Furthermore, while in 2015 we were marching to show world leaders that we wanted an ambitious plan for global emissions reductions, now we are calling out leaders for failing to deliver on their promises. Hence, this strike is not organized by established environmental organizations and leaders; it is led by high school students inciting grassroots organizing around the world. Our claims have more urgency and more authority now than they did four years ago.
This strike is also important because we need to play our part by taking responsibility to influence the decision-making of the institutions we are a part of. If we do not actively try to change our institutions, we are complicit in their inaction. Conveniently, this strike comes at a critical juncture for our institutions at multiple levels. The University of Michigan, Ann Arbor, the state of Michigan and the entire United States all face critical climate decisions in the coming months that we have the power to influence.
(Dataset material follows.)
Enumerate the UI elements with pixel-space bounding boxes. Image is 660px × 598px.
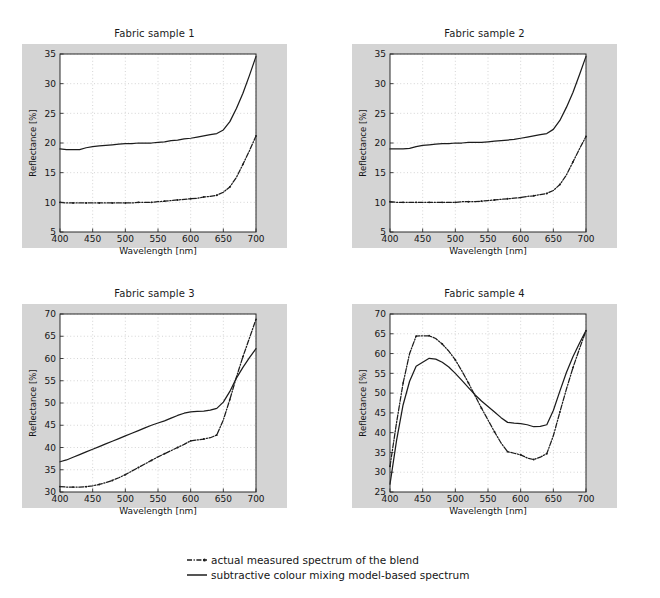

First, the University. President Mark Schlissel just created the President’s Commission on Carbon Neutrality, tasked with recommending emissions goals for the University. The commission’s members need to know that students recognize the existential threat climate change poses to our futures, so they act urgently to make the University carbon neutral by 2030. But the University needs to know that how they get to carbon neutrality is important too; purchasing carbon offsets allows the University to continue burning fossil fuels without accountability, while expanding the new Central Power Plant will bind the University’s hands in an enormous investment that will entrench our reliance on fossil fuels.
In Ann Arbor, city councilmembers are considering abandoning climate action. In November 2017, voters agreed to devote 40 percent of a new millage to climate action, including the creation of a sustainability office, as part of a larger plan that set how the city would use the money. However, new city councilmembers want to nullify the resolution without an alternative plan for climate action funding.
Last month, the Republican Michigan legislature rejected Gov. Gretchen Whitmer’s executive order to strengthen the Department of Environmental Quality by giving it greater oversight over water pollution.
Nationally, our two Democratic senators, Gary Peters and Debbie Stabenow, have not signed on to the Green New Deal, the ambitious framework for addressing climate change recently proposed in the Senate.
While a massive strike may not directly lead to climate action from any or all of our representatives, our demonstrations matter. By showing we are willing to take risks and that we actively care about climate and our futures, our demands for climate action will be taken more seriously.
In his terrifying article on worst-case climate scenarios, David Wallace-Wells mentions how Jim Hansen, one of the first influential climate scientists, criticized environmental scientists for “scientific reticence” — they knew climate change was an issue, but were not bold enough to declare it an unambiguous crisis. The University, Ann Arbor, Michigan, the U.S. and countries around the world are performing their own institutional reticence. They are taking it slow or doing nothing at all when it is essential to take dramatic action right now.
It should be unacceptable for any of our institutions or representatives to continue slow-walking the process of climate change mitigation and adaptation. Our futures are at stake. Alone, we are just a bunch of college students yelling. But our voices are made more powerful in conjunction with the tens of thousands of students striking with us. Let’s play hooky for our futures.